My attention shifts from the empty shelves to the congested intersection outside
that stirs the kitchen from the inside out.
The flow of the traffic is always the same around here now,
no matter what time of day.
I take a trip to the store, mostly to get away from watching the traffic.
My unfilled cart ticks past miles of over-branded cans and raw meat.
Her almost perfect body hesitates on the cement path,
I see her through the glass doors,
and she makes a beeline for the produce.
Across from her now, I am mesmerized by the even sway of her legs like fresh wheat,
and the authoritative clack of her high-heels on the laminate.
She swaddles the new fruit in a thin veil of green plastic
and I do the same.
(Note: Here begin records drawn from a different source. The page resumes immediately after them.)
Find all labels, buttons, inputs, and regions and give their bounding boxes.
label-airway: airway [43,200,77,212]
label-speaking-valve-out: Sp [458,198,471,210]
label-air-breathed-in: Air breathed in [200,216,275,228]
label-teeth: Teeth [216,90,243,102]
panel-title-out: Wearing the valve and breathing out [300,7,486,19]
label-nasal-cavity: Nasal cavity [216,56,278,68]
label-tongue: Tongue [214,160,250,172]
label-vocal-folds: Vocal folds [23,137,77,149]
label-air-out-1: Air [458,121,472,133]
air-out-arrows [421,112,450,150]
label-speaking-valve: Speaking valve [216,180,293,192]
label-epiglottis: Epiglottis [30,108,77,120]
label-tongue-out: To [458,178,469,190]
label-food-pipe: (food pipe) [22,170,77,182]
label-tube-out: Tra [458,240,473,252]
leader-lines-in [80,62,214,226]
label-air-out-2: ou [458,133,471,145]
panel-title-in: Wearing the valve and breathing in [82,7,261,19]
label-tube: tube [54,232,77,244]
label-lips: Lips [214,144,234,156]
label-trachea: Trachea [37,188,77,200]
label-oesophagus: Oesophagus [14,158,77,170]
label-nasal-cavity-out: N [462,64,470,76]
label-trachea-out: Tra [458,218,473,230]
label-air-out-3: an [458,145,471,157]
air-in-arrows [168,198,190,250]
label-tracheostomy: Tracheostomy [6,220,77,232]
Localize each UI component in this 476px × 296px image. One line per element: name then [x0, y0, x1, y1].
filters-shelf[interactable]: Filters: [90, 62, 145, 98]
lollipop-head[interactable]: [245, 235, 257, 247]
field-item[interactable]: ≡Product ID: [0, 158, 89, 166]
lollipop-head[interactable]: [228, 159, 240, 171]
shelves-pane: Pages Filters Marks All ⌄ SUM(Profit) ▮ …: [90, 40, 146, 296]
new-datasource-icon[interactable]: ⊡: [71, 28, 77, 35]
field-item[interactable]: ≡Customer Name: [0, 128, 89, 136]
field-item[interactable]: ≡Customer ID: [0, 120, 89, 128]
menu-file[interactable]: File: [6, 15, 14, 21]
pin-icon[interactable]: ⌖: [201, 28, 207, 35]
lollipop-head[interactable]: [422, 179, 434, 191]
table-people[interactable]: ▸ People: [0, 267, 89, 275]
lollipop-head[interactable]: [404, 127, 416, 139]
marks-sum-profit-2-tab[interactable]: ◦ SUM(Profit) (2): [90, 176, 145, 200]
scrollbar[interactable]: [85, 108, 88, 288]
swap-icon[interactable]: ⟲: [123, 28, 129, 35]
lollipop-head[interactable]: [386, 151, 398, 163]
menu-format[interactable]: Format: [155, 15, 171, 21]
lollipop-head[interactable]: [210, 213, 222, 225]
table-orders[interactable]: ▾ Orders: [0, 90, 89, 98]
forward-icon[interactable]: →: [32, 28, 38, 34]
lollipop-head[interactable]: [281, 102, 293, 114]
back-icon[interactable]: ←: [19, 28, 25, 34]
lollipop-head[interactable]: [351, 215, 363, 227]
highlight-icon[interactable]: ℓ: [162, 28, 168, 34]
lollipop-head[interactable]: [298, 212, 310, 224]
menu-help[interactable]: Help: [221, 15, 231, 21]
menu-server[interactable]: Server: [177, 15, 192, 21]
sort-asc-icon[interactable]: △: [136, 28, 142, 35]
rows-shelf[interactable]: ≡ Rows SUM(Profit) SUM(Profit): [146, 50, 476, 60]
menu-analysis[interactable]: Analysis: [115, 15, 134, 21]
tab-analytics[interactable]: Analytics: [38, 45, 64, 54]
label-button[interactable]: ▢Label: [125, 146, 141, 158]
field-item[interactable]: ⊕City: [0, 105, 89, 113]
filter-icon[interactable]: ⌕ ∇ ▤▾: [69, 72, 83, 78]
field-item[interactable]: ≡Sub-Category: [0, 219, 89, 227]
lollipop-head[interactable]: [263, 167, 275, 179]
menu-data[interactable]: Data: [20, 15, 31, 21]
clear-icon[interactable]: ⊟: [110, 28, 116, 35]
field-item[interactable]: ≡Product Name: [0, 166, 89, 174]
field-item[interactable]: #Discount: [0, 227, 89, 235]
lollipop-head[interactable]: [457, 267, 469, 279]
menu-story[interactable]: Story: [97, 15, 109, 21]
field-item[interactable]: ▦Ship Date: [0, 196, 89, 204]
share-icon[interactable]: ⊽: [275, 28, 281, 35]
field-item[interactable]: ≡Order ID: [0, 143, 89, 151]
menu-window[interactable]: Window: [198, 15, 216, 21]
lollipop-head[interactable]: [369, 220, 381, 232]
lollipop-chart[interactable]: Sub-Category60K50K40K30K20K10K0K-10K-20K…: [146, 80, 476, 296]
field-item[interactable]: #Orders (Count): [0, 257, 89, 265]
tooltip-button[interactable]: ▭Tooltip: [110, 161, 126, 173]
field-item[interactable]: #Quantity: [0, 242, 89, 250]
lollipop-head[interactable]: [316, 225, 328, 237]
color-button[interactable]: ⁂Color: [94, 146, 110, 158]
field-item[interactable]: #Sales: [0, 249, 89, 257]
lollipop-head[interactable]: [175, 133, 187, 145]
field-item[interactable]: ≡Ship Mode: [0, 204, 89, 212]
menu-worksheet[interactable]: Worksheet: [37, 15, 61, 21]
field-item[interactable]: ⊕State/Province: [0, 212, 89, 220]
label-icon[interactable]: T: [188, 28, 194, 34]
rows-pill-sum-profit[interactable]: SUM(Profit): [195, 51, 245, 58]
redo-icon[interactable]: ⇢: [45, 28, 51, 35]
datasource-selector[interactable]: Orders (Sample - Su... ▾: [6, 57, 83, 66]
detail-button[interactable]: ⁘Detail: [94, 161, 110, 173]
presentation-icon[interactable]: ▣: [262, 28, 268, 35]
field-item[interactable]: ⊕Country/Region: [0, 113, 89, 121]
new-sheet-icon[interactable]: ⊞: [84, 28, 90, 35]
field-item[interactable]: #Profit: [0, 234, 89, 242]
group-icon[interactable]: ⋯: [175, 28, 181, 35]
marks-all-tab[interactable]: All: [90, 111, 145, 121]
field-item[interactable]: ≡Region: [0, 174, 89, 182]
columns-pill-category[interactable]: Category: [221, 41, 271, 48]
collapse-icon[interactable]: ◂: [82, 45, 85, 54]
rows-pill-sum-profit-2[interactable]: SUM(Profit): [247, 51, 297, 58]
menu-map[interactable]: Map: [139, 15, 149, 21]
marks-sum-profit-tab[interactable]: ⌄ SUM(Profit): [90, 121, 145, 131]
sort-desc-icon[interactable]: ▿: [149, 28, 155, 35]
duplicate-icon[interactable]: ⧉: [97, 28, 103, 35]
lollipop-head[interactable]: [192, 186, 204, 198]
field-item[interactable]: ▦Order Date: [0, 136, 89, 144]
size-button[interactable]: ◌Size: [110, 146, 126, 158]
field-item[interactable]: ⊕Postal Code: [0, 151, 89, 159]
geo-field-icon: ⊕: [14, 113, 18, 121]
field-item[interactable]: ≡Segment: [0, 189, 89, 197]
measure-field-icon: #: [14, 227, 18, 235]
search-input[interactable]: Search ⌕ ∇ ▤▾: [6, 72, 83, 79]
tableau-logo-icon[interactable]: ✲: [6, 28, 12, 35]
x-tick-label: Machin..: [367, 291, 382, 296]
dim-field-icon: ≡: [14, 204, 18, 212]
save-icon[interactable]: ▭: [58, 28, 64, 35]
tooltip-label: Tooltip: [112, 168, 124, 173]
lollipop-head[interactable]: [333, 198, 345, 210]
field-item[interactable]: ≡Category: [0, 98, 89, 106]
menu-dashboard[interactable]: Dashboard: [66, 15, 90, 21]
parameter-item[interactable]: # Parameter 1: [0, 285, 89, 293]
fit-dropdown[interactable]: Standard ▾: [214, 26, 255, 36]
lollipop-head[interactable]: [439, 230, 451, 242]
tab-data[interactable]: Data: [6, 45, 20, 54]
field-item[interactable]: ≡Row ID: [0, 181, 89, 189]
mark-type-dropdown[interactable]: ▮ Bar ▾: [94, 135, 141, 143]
The golden hair above her kneecaps is exaggerated in the fluorescents
making her steps a bit more ethereal.
She thumbs a pock-marked avocado, and the muddy green skin apologizes
to her blushing fingers.
I ignore the tollbooth lanes of checkout lines, merge through the sliding doors,
and contemplate the dew on her cheekbones and the uneven cement.
As I climb the stairs, I hear
the refrigerator doors swing with the flow of traffic.
I must have left them open from just looking.
*****************************************
Kathryn Eichner is a senior at the University in Connecticut. She is double-majoring in Women’s, Gender, & Sexuality Studies and English with a concentration in Creative Writing. Her recent work has appeared in The Long River Review.